Pilingo

#UI, #UX, #userResearch, #prototyping, #needFinding, #machineLearning



When I’m in a different country, how do I take ownership of my own health?


Pilingo helps translate, locate, and communicate over-the-counter medicine for people travelling abroad.

It delivers a pain free search for the correct medicine.




I created UX and UI flows for the app, and the final InVision prototype.


Research and need-finding


Did you know that more than 60% of the people in the UK don’t have a sufficient functional health literacy to actively participate and engage at their doctor appointments?

CERN has some of the most advanced machine learning and image recognition technologies in the world.

And what has the most cold, hard, data in the field of medicine? Drugs!


Finding medicines in foreign countries has always been an issue for ALL of us! But is this an issue for anyone else? 


Result was unanimous. Everyone has, at some point, had an issue with finding medicine when traveling or living abroad!

Two pain-points emerged


1. Identifying and selecting medicine people feel comfortable with 
2. Finding this medicine 

We saw this as a perfect intervention point and ended up with our final research question.

Brainstorming Solutions


Your phone already has all the capabilities we need to make a service like this work. 

An app is the most accessible way to help the most people.

Prototyping


We took to the whiteboard to map out our user journey.


And turned that into more granular user flows based on what the user can see and do at any given moment in the app.


Hi-Fi Mocks


Pilingo is a simple way to translate, locate, and communicate unfamiliar drug packaging for people travelling abroad.


Pilingo identifies medicine brands through image recognition and translates the packaging into a local alternative from a home medicine that you’re familiar with.


After comparing different medicines for you to choose from, Pilingo will use your geolocation to guide you to the nearest pharmacy that stocks your selection.
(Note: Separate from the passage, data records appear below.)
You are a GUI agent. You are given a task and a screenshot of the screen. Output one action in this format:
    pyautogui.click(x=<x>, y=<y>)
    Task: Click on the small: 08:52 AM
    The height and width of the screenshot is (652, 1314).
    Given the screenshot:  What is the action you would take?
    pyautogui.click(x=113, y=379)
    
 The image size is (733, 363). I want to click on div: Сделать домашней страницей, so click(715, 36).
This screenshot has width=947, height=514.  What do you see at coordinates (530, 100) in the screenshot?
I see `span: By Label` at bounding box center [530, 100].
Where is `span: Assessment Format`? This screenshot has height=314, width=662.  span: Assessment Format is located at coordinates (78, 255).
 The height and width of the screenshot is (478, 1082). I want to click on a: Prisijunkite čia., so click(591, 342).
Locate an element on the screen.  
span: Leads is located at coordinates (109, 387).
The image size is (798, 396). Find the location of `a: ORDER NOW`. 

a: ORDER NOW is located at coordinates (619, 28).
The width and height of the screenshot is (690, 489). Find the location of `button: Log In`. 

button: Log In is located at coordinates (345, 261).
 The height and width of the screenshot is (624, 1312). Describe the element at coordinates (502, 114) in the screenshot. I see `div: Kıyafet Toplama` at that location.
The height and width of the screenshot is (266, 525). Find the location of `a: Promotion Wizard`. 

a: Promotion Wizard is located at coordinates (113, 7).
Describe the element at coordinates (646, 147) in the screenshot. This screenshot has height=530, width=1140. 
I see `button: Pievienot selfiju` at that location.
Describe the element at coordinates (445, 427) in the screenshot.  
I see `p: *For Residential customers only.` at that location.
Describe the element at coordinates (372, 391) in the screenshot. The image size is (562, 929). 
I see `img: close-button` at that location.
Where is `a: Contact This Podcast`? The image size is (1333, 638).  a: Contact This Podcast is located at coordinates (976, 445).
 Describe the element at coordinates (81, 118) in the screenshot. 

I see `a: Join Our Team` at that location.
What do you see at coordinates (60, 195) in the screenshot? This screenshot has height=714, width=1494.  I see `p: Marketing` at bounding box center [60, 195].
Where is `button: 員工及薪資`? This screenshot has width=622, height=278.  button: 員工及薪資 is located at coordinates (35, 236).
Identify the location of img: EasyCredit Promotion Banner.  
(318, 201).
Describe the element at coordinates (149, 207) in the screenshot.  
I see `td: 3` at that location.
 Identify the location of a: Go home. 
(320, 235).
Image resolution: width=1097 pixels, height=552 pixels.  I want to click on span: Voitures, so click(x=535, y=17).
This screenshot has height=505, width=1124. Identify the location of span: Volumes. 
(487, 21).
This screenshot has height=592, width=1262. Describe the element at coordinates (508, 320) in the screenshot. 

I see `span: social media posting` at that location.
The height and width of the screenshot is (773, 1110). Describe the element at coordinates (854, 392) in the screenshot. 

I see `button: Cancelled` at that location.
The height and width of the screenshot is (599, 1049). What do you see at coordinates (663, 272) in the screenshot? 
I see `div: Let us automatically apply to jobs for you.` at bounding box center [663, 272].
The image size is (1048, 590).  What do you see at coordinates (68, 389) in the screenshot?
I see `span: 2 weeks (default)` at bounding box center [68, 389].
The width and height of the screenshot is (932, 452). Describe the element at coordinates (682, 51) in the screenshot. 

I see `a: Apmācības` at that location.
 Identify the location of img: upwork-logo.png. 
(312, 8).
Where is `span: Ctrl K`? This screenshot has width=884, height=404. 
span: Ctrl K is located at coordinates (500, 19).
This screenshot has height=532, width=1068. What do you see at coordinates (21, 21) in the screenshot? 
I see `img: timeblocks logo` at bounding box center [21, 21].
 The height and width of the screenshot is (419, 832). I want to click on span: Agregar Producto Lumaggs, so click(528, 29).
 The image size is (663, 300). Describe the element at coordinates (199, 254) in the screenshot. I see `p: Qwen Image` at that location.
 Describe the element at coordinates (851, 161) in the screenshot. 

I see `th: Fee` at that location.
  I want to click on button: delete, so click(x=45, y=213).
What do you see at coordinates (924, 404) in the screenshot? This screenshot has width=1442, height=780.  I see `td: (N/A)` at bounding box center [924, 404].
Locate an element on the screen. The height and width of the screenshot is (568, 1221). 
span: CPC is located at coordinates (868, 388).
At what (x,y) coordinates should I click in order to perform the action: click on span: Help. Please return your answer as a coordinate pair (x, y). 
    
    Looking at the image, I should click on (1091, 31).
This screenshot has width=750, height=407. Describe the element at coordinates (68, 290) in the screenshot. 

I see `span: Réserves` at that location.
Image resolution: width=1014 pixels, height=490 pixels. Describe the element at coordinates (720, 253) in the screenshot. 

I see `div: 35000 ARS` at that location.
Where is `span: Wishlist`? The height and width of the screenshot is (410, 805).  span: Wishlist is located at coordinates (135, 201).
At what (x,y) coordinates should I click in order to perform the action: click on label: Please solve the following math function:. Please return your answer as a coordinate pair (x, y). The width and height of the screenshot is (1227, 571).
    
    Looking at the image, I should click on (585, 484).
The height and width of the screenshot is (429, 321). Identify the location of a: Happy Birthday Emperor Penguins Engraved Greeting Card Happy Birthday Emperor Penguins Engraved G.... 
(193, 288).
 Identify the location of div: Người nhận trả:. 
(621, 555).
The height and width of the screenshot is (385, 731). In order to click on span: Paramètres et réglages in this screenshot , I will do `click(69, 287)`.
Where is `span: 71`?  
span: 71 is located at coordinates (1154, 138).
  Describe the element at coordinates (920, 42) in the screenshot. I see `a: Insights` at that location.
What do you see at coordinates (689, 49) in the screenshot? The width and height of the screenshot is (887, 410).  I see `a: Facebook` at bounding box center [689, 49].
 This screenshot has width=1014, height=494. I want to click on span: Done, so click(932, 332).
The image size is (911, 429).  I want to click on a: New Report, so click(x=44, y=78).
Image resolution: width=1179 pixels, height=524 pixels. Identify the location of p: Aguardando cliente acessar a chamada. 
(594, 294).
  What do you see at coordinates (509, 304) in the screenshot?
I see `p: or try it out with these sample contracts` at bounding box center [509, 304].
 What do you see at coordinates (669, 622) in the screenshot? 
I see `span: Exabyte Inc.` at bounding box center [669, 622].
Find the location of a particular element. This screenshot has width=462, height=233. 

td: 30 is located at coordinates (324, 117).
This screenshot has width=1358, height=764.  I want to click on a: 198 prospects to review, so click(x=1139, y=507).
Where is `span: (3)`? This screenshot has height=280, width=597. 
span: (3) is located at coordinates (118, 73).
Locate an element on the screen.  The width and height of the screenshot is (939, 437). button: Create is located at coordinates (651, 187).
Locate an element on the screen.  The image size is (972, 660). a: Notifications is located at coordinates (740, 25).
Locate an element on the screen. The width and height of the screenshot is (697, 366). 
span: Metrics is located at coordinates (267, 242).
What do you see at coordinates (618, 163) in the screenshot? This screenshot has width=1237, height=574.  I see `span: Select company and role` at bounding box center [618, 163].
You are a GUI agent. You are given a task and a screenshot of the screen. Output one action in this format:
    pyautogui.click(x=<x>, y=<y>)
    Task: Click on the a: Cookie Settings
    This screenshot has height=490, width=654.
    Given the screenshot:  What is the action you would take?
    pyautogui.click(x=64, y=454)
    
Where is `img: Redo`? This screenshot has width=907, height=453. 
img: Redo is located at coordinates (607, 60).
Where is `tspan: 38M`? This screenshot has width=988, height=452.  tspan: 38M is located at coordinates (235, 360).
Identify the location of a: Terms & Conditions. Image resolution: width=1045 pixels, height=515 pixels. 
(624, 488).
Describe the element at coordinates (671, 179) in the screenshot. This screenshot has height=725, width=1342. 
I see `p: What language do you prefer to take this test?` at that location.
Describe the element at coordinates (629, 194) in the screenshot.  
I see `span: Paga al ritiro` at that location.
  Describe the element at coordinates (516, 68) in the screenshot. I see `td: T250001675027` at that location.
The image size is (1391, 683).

When you’re feeling unwell in a foreign country, Pilingo helps improve the communication between you and the pharmacist.


By letting you use images rather than words, Pilingo helps pharmacists understand your needs better, help you quicker, and empowers you to have greater autonomy over your own health!

Technological Viability


While most medicine information stays the same, the packaging can vary. To make sure that our database can be useful, it has to be up-to-date.

Using machine learning and image recognition, we can create a deep convolutional neural network model that can correctly identify the drug packaging.

But… we need a lot of images to train it!


  1. Run a daily script scouring Google and Bing images to build out our baseline image database.

  2. Each time the user takes a picture, we ask them to confirm whether we’ve correctly identified their medicine.

  3. Use that picture to train the model further. So the more users use Pilingo, the better it actually gets!

Presenting our work


We were invited to show Pilingo at the Work-In-Progress show at the RCA in January 2019


Next Steps


After the initial MVP, we plan to improve our ML model through crowdsourcing, by adding an "ANSWER" mode. 


Users can swipe LEFT or RIGHT to confirm or deny whether our model has correctly identified the image.

To incentivize people to use it we’ll show them the number of people they’ve helped with their translation and partner with drug companies to offer discounts based on how many medicines you’ve helped to identify!